In the more recent congressional hearings into the Madoff Ponzi scheme ... it was claimed that tips turn up 13 times more fraud than audits ... and that while the SEC didn't have a "tip" phone line ... they did have a 1-800 number for corporations to complain about investigations (some people pointed out that SOX had almost inverted its focus on what turns up the most fraud and what turns up the least fraud ... there is further mismatch when considering the cost of audit vis-a-vis the amount of fraud it turns up)
It was also stated in the Madoff hearings that transparency and visibility was much more important than new legislation.
Disclaimer: somewhat as result of having participated in the x9.59 transaction standard in x9a10 financial standard working group, in the late 90s, we were asked into NSCC (hadn't yet merged with DTC) to look at defining standard that improved security for all trades. Not very far into the effort, the work was suspended; a side-effort of changes for improving the security on all trades would have also significantly improved visibility and transparency ... something which apparently is not part of the trading culture.
somewhat related recent post in (linkedin) payment systems:
http://www.garlic.com/~lynn/2009s.html#39 Six Months Later, MasterCard Softens a Controversial PCI Rule
As referred to in the above, the countermeasures and the audits ... are enormously more expensive ... as well as the cost of the activities compared to the benefits.
This also gets into past "naked transaction" metaphor discussions that went on here ... some of my posts archived here:
http://www.garlic.com/~lynn/subintegrity.html#payments
also
https://financialcryptography.com/mt/archives/000745.html
https://financialcryptography.com/mt/archives/000744.html
https://financialcryptography.com/mt/archives/000747.html
https://financialcryptography.com/mt/archives/000749.html
oh, the numbers from the Madoff hearings were that audits turn up 4% of the fraud and tips turn up 52% of the fraud (13 times as much). A subtext was that there is a fantastic, enormous cost for something (audits) that show such poor results.
Posted by Lynn Wheeler at December 29, 2009 10:45 AMNick,
A case study is surely the next step, see link for a sense of that. We see some sense of this with OpenSSL which has gone through FIPS, and has also spent many years out in the open.
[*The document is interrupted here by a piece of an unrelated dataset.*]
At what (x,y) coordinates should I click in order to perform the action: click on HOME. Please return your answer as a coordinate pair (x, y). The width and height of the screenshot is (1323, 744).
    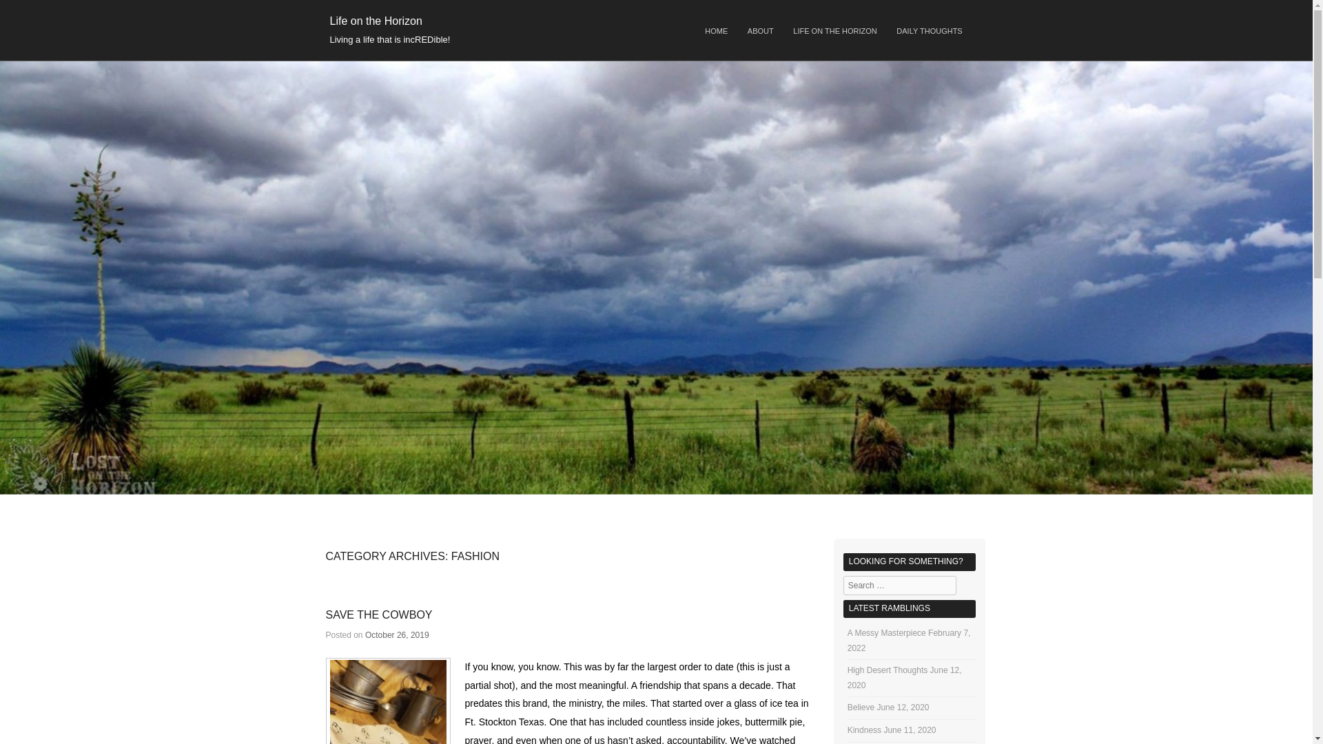
    Looking at the image, I should click on (716, 32).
The question of whether the FIPS process helped overall in comparison to its open work is not something I've looked at, but someone should. We do know FIPS wasn't clearly only positive, there were problems in engineering the RNG (cough) which were not picked up.
Your pitfall of "someone knows the audit procedures" applies equally well to the closed auditor. Your Satyam case in point: probably false bank statements were provided because they knew the auditor wouldn't check them; try that with an aggressive open audit and they would have no such certainty.
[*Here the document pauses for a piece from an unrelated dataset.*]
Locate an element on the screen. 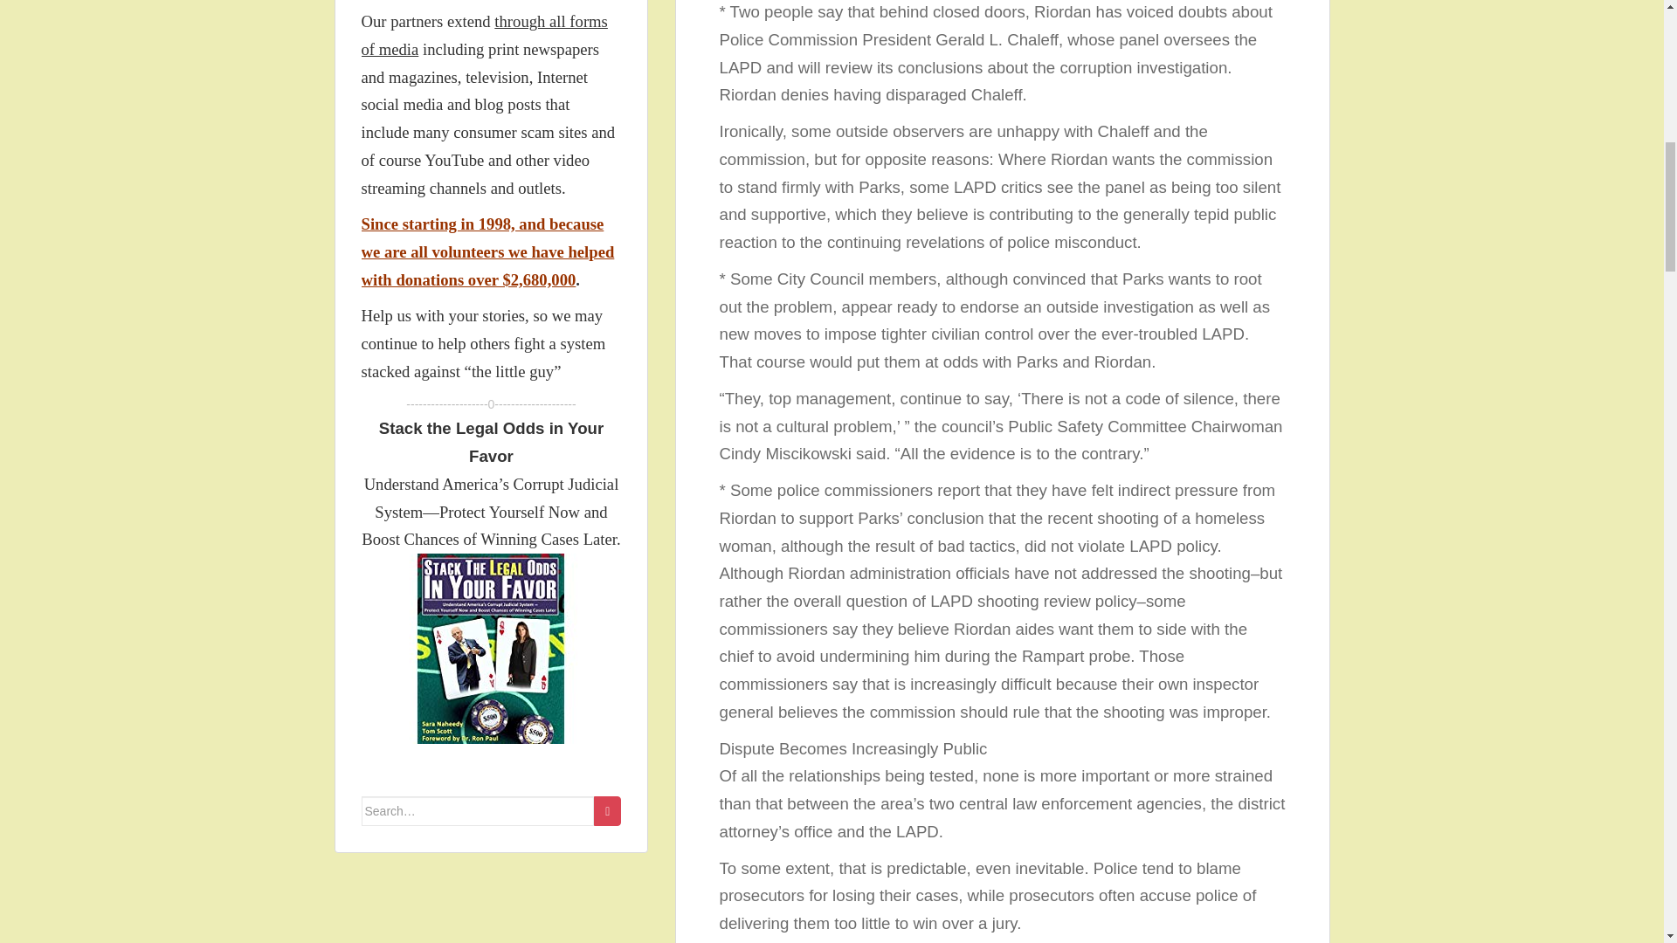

Open auditing is conducted in the gold issuance world. Many of the major digital gold currencies publish their reserves and issuance on a daily basis. As temptation builds up to fix internal problems, those publications became material statements which acted as a break. I'm aware of one case where the statements made became false, and therefore fraudulent. If there had been an ability to go to the next step -- check the metal independently -- then that issuer would have been toast.
So clearly, there are some primary evidence things that are hard to open-audit. Bank statements and metal reserves, perhaps. But, having a statement about them is great evidence for later, and actually these aren't as hard as me might fear, we just need to put our heads together and figure out how to do it.